Throughout history governments have been chronically short of revenue. The reason should be clear: unlike you and me, governments do not produce useful goods and services that they can sell on the market; governments, rather than producing and selling services, live parasitically off the market and off society.
The greatest fears that governments have are freedom of speech and exposing the corruptness, the ineptitude, and the double dealing going on that they don’t want the public knowing about.
It has too often been too easy for rulers and governments to incite man to war.
The divine right of kings may have been a plea for feeble tyrants, but the divine right of government is the keystone of human progress, and without it governments sink into police, and a nation is degraded into a mob.
If we could get proportional representation and open up roles for smaller parties in coalition governments, we could start intentionally breaking down the cult of personality that is one of the most distorting things about our electoral system in Canada. We had a constellation of social actors behind the Leap Manifesto. And we created something bigger than ourselves.

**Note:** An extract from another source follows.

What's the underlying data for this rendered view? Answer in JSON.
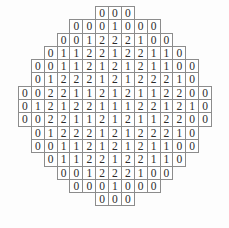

When distrust exists between governments, when there is a danger of war, they will not be willing to disarm even when logic indicates that disarmament would not affect military security at all.
People are increasingly frustrated that decisions taken further and further away from them mean their living standards are slashed through enforced austerity or their taxes are used to bail out governments on the other side of the continent.
I do miss the excitement of seeing history up close, of having intimate knowledge, through direct experience, of what happens when people and governments clash, but I do not miss the danger or the constant displacement.
Its sad that governments are chiefed by the double tongues.
It is a very bad idea for governments to create arbitrary and unfair outcomes, or outcomes resulting from the passions and whims of the government rather than from the law, just because they have the power to do so.
The world's central banks and the International Monetary Fund still have vaults full of bullion, even though currencies are no longer backed by gold. Governments hold on to it as a kind of magic symbol, a way of reassuring people that their money is real.
And the men who loan money to governments, so called, for the purpose of enabling the latter to rob, enslave, and murder their people, are among the greatest villains that the world has ever seen. And they as much deserve to be hunted and killed (if they cannot otherwise be got rid of) as any slave traders, robbers, or pirates that ever lived.
It would have been very alarming - morally, and in other ways too - if an attack of that nature, the 11 September attacks, had not aroused in us and in our governments and societies the spirit of self-defence. If that had not been one of the responses it seems to me there would have been very grave cause for concern.
When governments and other vested interests attack me personally I usually regard it as a vindication, otherwise they would use facts. That's why I believe in the wonderful Claud Cockburn dictum, 'Never believe anything until it is officially denied. ' It has certainly been my experience.
There are men running governments who shouldn't be allowed to play with matches.
It's not a weapon, [governments] don't kill, they don't conduct massacres, although massacres have been committed and many people were killed, but they stifle religion, they're afraid probably.
Human beings will generally exercise power when they can get it, and they will exercise it most undoubtedly in popular governments under pretense of public safety.
Governments can be useful to the governed only so long as inherent tendencies toward tyranny are restrained.
The reason societies with democratic governments are better places to live in than their alternatives isn't because of some goodness intrinsic to democracy, but because its hopeless inefficiency helps blunt the basic potential for evil.
The only ends for which governments are constituted, and obedience rendered to them, are the obtaining of and protection; and they who cannot provide for both give the people a right of taking such ways as best please themselves, in order to their own safety.